My gripe was being inconsistent with the own rules and lore they've set for their films. That's not veering away from the source material, that's not staying true to your own movies. If in the next movie Thor were made of jello and had jello powers, I'd expect them to, you know, address this in some way.
 
Ok, people keep reacting to this as if I'm joking, I was serious. My own complaint had nothing to do with it veering away from the source material of the comics, adaptations can and should be their own thing, there's no point in redoing a story beat for beat, art should be transformative and they should take this as a moment to do their own thing.

My gripe was being inconsistent with the own rules and lore they've set for their films. That's not veering away from the source material, that's not staying true to your own movies. If in the next movie Thor were made of jello and had jello powers, I'd expect them to, you know, address this in some way.
Dave literally said it a few posts above me.
 
Meh... Wasn't what they said something like "Our science is the same as magic!"?

And there's nothing in that claim that prevents them from being magic beings, esp. in an universe where magic can be taught to create specific effects, which can be studied and taught (and this the scientific method can be applied).
 
So, just wondering: in Captain America 4, the Israeli superhero Sabra is making an appearance. I don't know much - anything really - about her other than what I've seen/read in media around here. Now, obviously public opinion in the USA is "slightly" different on this subject from Belgium, but...is there any outcry or opposition to the character being voiced? Or is this really a completely uncontroversial choice over there?
From the backstory (poor girl in Israeli settlement, parents killed by Palestinian terrorists) over the name Sabra (the location of one of the biggest massacres of Palestinians in the '80s under the watching eye of the Israeli army - it's maybe not "as bad as" but going in the direction of introducing Soldier Sandy Hook or Admiral Auschwitz) to the cooperation with Mossad (which I know is considered a "good guy" in many American shows but is considered about as much a "good guy" as the KGB in most of the world), the character reads (for now) more like a US Agent style character than an actual Captain America ally.
Any goodwill created in large migrant communities that was created with ms Marvel is pretty much gone already.
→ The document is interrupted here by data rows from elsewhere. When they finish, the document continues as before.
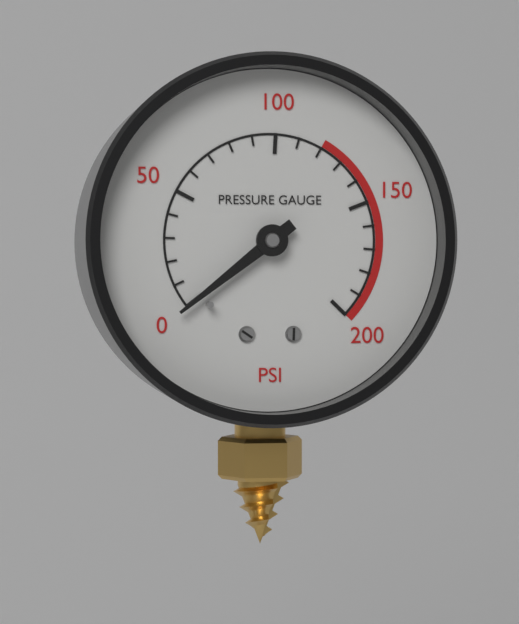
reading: 0 psi
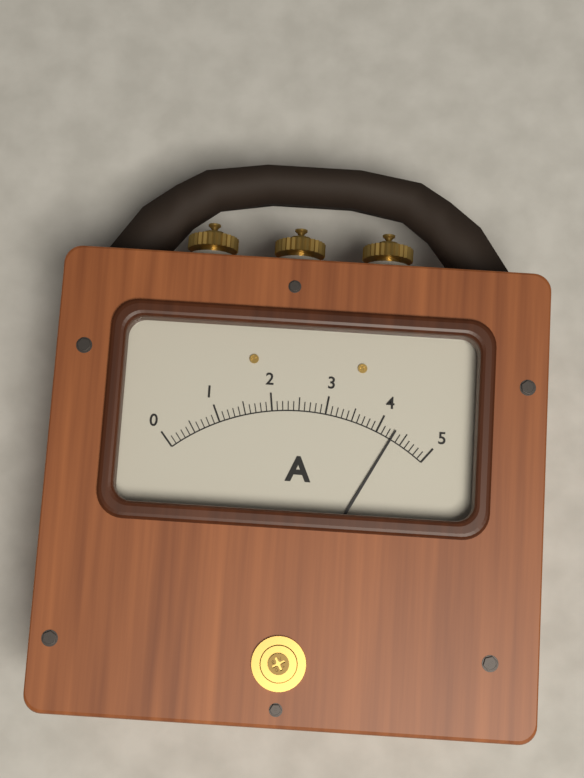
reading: 4.3 A
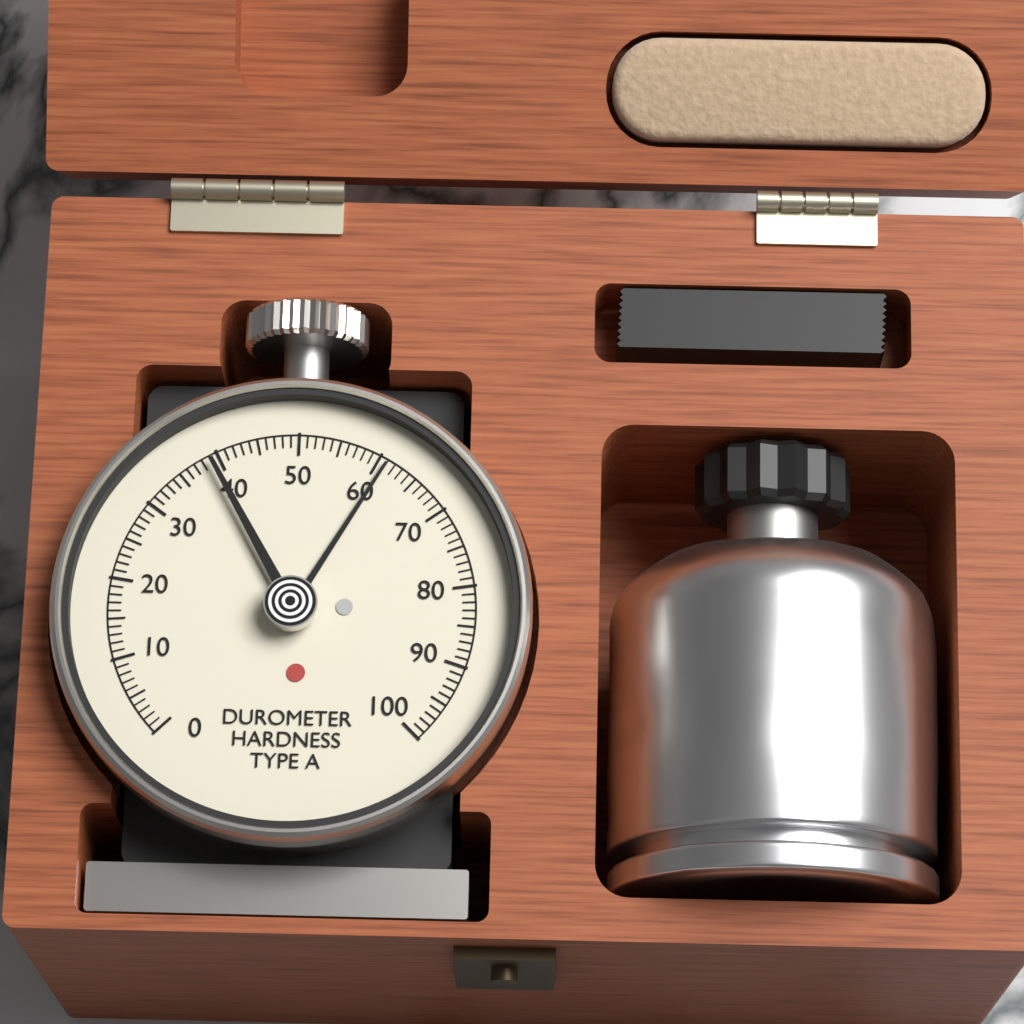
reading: 61 Shore A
I'll repeat: I don't know the character from the comics (I can see how this sort of character came to life in the '80s), but the description and what we've seen/heard in media here has been... extremely tone deaf. I just can't really see how they'd turn this character around and keep her a genuine hero that could appeal to American audiences and be acceptable to Muslim minorities. If she's a Shining Light Defending Order and Justice, I hope the actress gets police protection; if she's going to be presented as critical of Israeli foreign policy it's going to go over like a lead balloon in the USA and Israel. If she's shown as a sort of anti-heroine like US Agent...Oof. Dangerous grounds. Obviously many types of characters can be or are by default political - Black Panther etc are important for representation. Of course it offends a part, but it'll get praised by another part of the population. I'm certainly not against a super from Israel per se...But a Mossad agent proudly wearing a white suit with the blue David's Star is likely to end up hated by all sides. It seems like too thorny an issue to try and skate around.
 
Given how FATWS attempted to tackle the issue of Sam being a black man, and how racism and the poor treatment of minorities affected even the Super Soldier program (eg. Isiah Bradley), I'm guessing the addition of Sabra is meant to further explore this issue of the oppressor and the oppressed. Israel sees itself as the oppressed; many of its neighbors see it as an oppressor. Both perspectives have validity.

Now's let's see if the MCU is capable of examining this issue in a meaningful way.